When I moved to Brussels, I shipped various things from my home in Singapore. This included my queen-size bed (mattress and pillows included), a made-in-France cast iron pot (that got to travel around the world a bit) and a few pairs of stilettos (in which I struggle to walk on cobblestone streets).
Some of the more reasonable things that I did bring with me to Belgium were my books. Amongst which was this 2.5kg giant of a book titled “The Art of Looking Sideways” by Alan Fletcher (okay, perhaps it wasn’t quite necessary to include this in the shipment).
I don’t think that I’ve read more than 20 pages of this 534-page heavyweight since I bought it a few years ago. I flipped through it recently. A few small words in Italic, perched on the side of a page, caught my eye as I thumbed through the pages:
“How many ‘faces’ lie hidden waiting for the time when curious eyes will find them in their secret places. In the heart of a leaf or the bark of a tree.
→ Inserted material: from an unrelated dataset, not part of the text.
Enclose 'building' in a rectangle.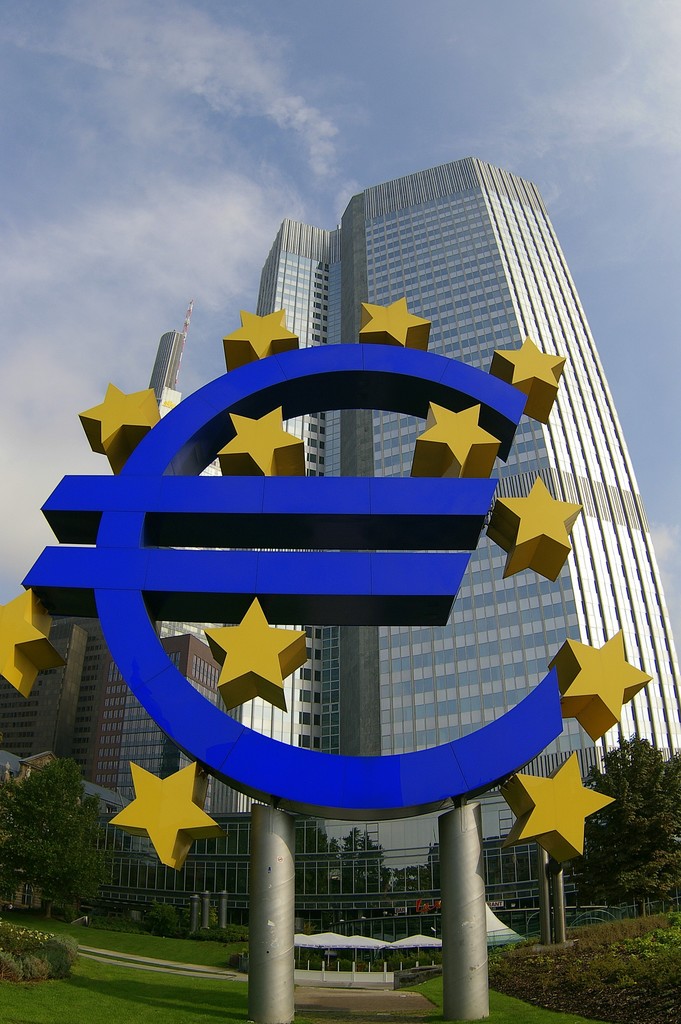
pyautogui.locateOnScreen(0, 335, 243, 818).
In a frozen pond or the turning sea. In the twist of a chair or the look of a key or in the shriveled skin of an elephant’s knee..” — Irwin Dermer
I found this quote to be quite charming and was inspired to sieve through the thousands of unnamed, unedited photos that I’ve taken in recent months. I was looking for something poetic. Something that would resonate in a similar way as the Irwin Dermer quote.Then I found these photos that I took in Paris in March 2011.
Faces that we pass on the street every day. Faces that make us stop in our footsteps. Faces that strike our imagination.